I've been wondering myself how to install an Argo Rollouts plugin for kubectl on Windows. Turns out, I had to rename the downloaded file to match what kubctl was actually expecting and place it anywhere on the PATH. Here's what I did
The plugin downloaded file was originally named
kubectl-argo-rollouts-windows-amd64- I've renamed it to justkubectl-argo-rollouts.exeI've then placed the renamed plugin file along with the
kubeclt.exe(since I've been originally using a temp AKS cluster, that was.auzre-kubectlfolder in my Windows user's profile rootRan the the
kubectl plugin listcommand and got the following:The following compatible plugins are available:C:\Users\mysuernamehere\.azure-kubectl\kubectl-argo-rollouts.exeFinally, verified the plugin is indeed recognized by running
kubectl argo rollouts version
Hope this helps!
Answer from MasterRadollo on Stack OverflowI've been wondering myself how to install an Argo Rollouts plugin for kubectl on Windows. Turns out, I had to rename the downloaded file to match what kubctl was actually expecting and place it anywhere on the PATH. Here's what I did
The plugin downloaded file was originally named
kubectl-argo-rollouts-windows-amd64- I've renamed it to justkubectl-argo-rollouts.exeI've then placed the renamed plugin file along with the
kubeclt.exe(since I've been originally using a temp AKS cluster, that was.auzre-kubectlfolder in my Windows user's profile rootRan the the
kubectl plugin listcommand and got the following:The following compatible plugins are available:C:\Users\mysuernamehere\.azure-kubectl\kubectl-argo-rollouts.exeFinally, verified the plugin is indeed recognized by running
kubectl argo rollouts version
Hope this helps!
I think only .exe file extensions are considered as executables by kubectl when it searches for plugins in the $PATH when running in Windows environment. I tested by creating a simple HelloWorld App as a single file executable, added it to my system's $PATH and it got picked up and executed correctly.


* **Your instructions**
In the data below, repeat the line containing "Output each element" and every following line exactly, up to and including the last line. Exclude pictures.
BEGIN
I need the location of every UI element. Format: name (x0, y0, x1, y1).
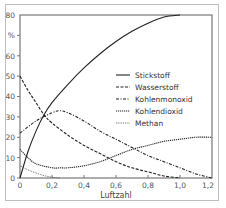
legend-label-wasserstoff: Wasserstoff (135, 83, 179, 92)
y-tick-label: 0 (10, 174, 15, 183)
legend-label-stickstoff: Stickstoff (135, 71, 171, 80)
legend-label-kohlenmonoxid: Kohlenmonoxid (135, 95, 193, 104)
x-tick-label: 1,2 (202, 181, 214, 190)
legend-label-methan: Methan (135, 119, 163, 128)
x-tick-label: 0,2 (46, 181, 58, 190)
x-tick-label: 0,6 (110, 181, 122, 190)
x-axis-title: Luftzahl (100, 191, 132, 200)
legend-label-kohlendioxid: Kohlendioxid (135, 107, 183, 116)
x-axis: 0 0,2 0,4 0,6 0,8 1,0 1,2 Luftzahl (18, 175, 215, 200)
y-tick-label: 80 (5, 11, 15, 20)
legend: Stickstoff Wasserstoff Kohlenmonoxid Koh… (116, 71, 193, 128)
x-tick-label: 1,0 (174, 181, 186, 190)
y-tick-label: 60 (5, 52, 15, 61)
series-line-methan (20, 166, 60, 178)
line-chart: 0 10 20 30 40 50 60 % 80 0 0,2 0,4 0,6 0… (0, 0, 226, 208)
y-tick-label: 20 (5, 133, 15, 142)
series-line-kohlenmonoxid (20, 111, 212, 178)
y-tick-label: 50 (5, 72, 15, 81)
x-tick-label: 0 (18, 181, 23, 190)
series-line-kohlendioxid (20, 137, 212, 168)
y-tick-label: 40 (5, 92, 15, 101)
x-tick-label: 0,8 (142, 181, 154, 190)
y-tick-label: 10 (5, 154, 15, 163)
y-tick-label: 30 (5, 113, 15, 122)
y-unit-label: % (8, 31, 15, 40)
y-axis: 0 10 20 30 40 50 60 % 80 (5, 11, 20, 183)
x-tick-label: 0,4 (78, 181, 90, 190)
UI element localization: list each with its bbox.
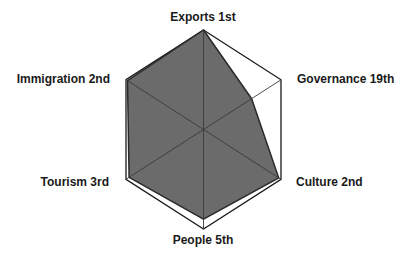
axis-label-culture: Culture 2nd xyxy=(296,175,363,189)
axis-label-governance: Governance 19th xyxy=(297,72,394,86)
radar-chart: Exports 1st Governance 19th Culture 2nd … xyxy=(0,0,408,257)
axis-label-exports: Exports 1st xyxy=(170,10,235,24)
axis-label-people: People 5th xyxy=(173,233,234,247)
axis-label-tourism: Tourism 3rd xyxy=(41,175,109,189)
axis-label-immigration: Immigration 2nd xyxy=(17,72,110,86)
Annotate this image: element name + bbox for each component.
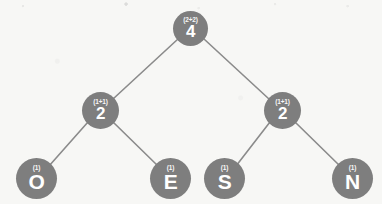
tree-node-internal-right[interactable]: (1+1) 2 [264, 92, 301, 129]
node-weight-label: (2+2) [183, 17, 197, 24]
edge-left-leafE [113, 122, 158, 166]
tree-node-leaf-n[interactable]: (1) N [332, 158, 373, 199]
edge-right-leafS [236, 122, 270, 166]
tree-node-root[interactable]: (2+2) 4 [173, 11, 208, 46]
tree-node-leaf-e[interactable]: (1) E [150, 158, 191, 199]
node-value-label: 4 [186, 23, 195, 40]
node-value-label: S [218, 171, 232, 192]
node-value-label: O [28, 171, 44, 192]
tree-node-leaf-o[interactable]: (1) O [16, 158, 57, 199]
node-value-label: 2 [278, 105, 287, 122]
node-value-label: 2 [96, 105, 105, 122]
node-weight-label: (1+1) [93, 99, 107, 106]
edge-right-leafN [295, 122, 340, 166]
node-weight-label: (1) [167, 165, 174, 172]
edge-root-left [113, 39, 178, 99]
diagram-canvas: (2+2) 4 (1+1) 2 (1+1) 2 (1) O (1) E (1) … [0, 0, 382, 204]
edge-left-leafO [49, 122, 88, 166]
node-weight-label: (1) [349, 165, 356, 172]
node-value-label: N [345, 171, 360, 192]
tree-node-internal-left[interactable]: (1+1) 2 [82, 92, 119, 129]
node-value-label: E [164, 171, 178, 192]
node-weight-label: (1) [221, 165, 228, 172]
node-weight-label: (1) [33, 165, 40, 172]
edge-root-right [204, 39, 269, 99]
node-weight-label: (1+1) [275, 99, 289, 106]
tree-node-leaf-s[interactable]: (1) S [204, 158, 245, 199]
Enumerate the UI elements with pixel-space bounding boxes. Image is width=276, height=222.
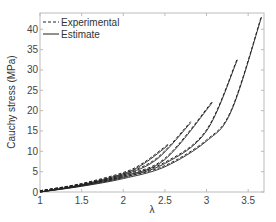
y-tick-label: 35 bbox=[27, 44, 39, 55]
plot-area bbox=[40, 13, 264, 192]
y-tick-label: 15 bbox=[27, 125, 39, 136]
x-tick-label: 2.5 bbox=[158, 195, 172, 206]
x-tick-label: 3 bbox=[204, 195, 210, 206]
y-tick-label: 40 bbox=[27, 24, 39, 35]
y-axis-label: Cauchy stress (MPa) bbox=[6, 55, 17, 148]
y-tick-label: 0 bbox=[32, 187, 38, 198]
x-tick-label: 1 bbox=[37, 195, 43, 206]
y-tick-label: 20 bbox=[27, 105, 39, 116]
x-axis-label: λ bbox=[150, 204, 155, 215]
y-tick-label: 5 bbox=[32, 166, 38, 177]
y-tick-label: 25 bbox=[27, 85, 39, 96]
x-tick-label: 3.5 bbox=[241, 195, 255, 206]
y-tick-label: 10 bbox=[27, 146, 39, 157]
y-tick-label: 30 bbox=[27, 64, 39, 75]
x-tick-label: 2 bbox=[120, 195, 126, 206]
legend-estimate-label: Estimate bbox=[61, 29, 100, 40]
legend-experimental-label: Experimental bbox=[61, 17, 119, 28]
x-tick-label: 1.5 bbox=[75, 195, 89, 206]
stress-strain-chart: 11.522.533.5 0510152025303540 λ Cauchy s… bbox=[0, 0, 276, 222]
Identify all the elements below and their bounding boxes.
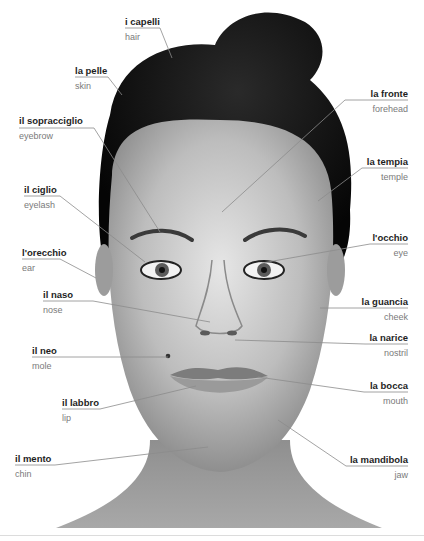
label-mole: il neo mole [32,346,57,371]
label-italian: i capelli [125,17,160,30]
label-english: forehead [371,102,408,114]
label-cheek: la guancia cheek [362,297,408,322]
label-hair: i capelli hair [125,17,160,42]
label-eyelash: il ciglio eyelash [24,185,57,210]
label-italian: la pelle [75,66,107,79]
label-english: chin [15,467,51,479]
label-italian: il naso [43,290,73,303]
label-eyebrow: il sopracciglio eyebrow [19,116,83,141]
label-english: cheek [362,310,408,322]
label-english: eyelash [24,198,57,210]
label-italian: il sopracciglio [19,116,83,129]
label-english: temple [367,170,408,182]
label-english: ear [22,261,67,273]
label-lip: il labbro lip [62,398,99,423]
label-english: skin [75,79,107,91]
label-english: eye [372,246,408,258]
label-english: hair [125,30,160,42]
label-eye: l'occhio eye [372,233,408,258]
label-italian: la tempia [367,157,408,170]
mole-shape [166,354,171,359]
ear-left-shape [95,244,113,296]
label-italian: il mento [15,454,51,467]
label-skin: la pelle skin [75,66,107,91]
label-mouth: la bocca mouth [370,381,408,406]
label-forehead: la fronte forehead [371,89,408,114]
label-nose: il naso nose [43,290,73,315]
label-italian: la bocca [370,381,408,394]
nostril-right-shape [227,331,237,336]
label-english: nose [43,303,73,315]
label-italian: la fronte [371,89,408,102]
label-temple: la tempia temple [367,157,408,182]
label-english: nostril [369,346,408,358]
label-nostril: la narice nostril [369,333,408,358]
label-english: mouth [370,394,408,406]
label-jaw: la mandibola jaw [350,455,408,480]
label-english: lip [62,411,99,423]
label-italian: l'occhio [372,233,408,246]
label-english: mole [32,359,57,371]
label-italian: il ciglio [24,185,57,198]
label-italian: il neo [32,346,57,359]
label-italian: l'orecchio [22,248,67,261]
label-italian: la mandibola [350,455,408,468]
face-shape [109,120,334,472]
bottom-divider [0,535,424,536]
nostril-left-shape [200,331,210,336]
face-diagram: i capelli hair la pelle skin il sopracci… [0,0,424,541]
label-italian: il labbro [62,398,99,411]
label-chin: il mento chin [15,454,51,479]
label-ear: l'orecchio ear [22,248,67,273]
label-italian: la guancia [362,297,408,310]
label-italian: la narice [369,333,408,346]
label-english: jaw [350,468,408,480]
label-english: eyebrow [19,129,83,141]
ear-right-shape [327,244,345,296]
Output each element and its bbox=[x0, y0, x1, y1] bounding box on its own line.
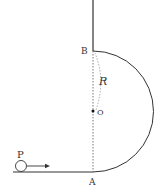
label-a: A bbox=[88, 177, 96, 187]
arrow-head-icon bbox=[45, 164, 50, 168]
label-o: O bbox=[97, 108, 104, 117]
ball-p bbox=[16, 161, 27, 172]
label-r: R bbox=[98, 75, 107, 88]
label-p: P bbox=[17, 149, 24, 160]
label-b: B bbox=[81, 46, 88, 56]
center-point-o bbox=[92, 110, 95, 113]
diagram-canvas: P A B O R bbox=[0, 0, 161, 193]
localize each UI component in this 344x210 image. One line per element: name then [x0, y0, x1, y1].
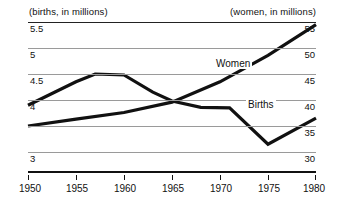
END
* **Solution to this problem**
Output each element and its bbox=[x0, y0, x1, y1] bounding box on its own line.
label-a: A bbox=[88, 177, 96, 187]
arrow-head-icon bbox=[45, 164, 50, 168]
label-o: O bbox=[97, 108, 104, 117]
ball-p bbox=[16, 161, 27, 172]
label-r: R bbox=[98, 75, 107, 88]
label-p: P bbox=[17, 149, 24, 160]
label-b: B bbox=[81, 46, 88, 56]
center-point-o bbox=[92, 110, 95, 113]
diagram-canvas: P A B O R bbox=[0, 0, 161, 193]
localize each UI component in this 344x210 image. One line per element: name then [x0, y0, x1, y1].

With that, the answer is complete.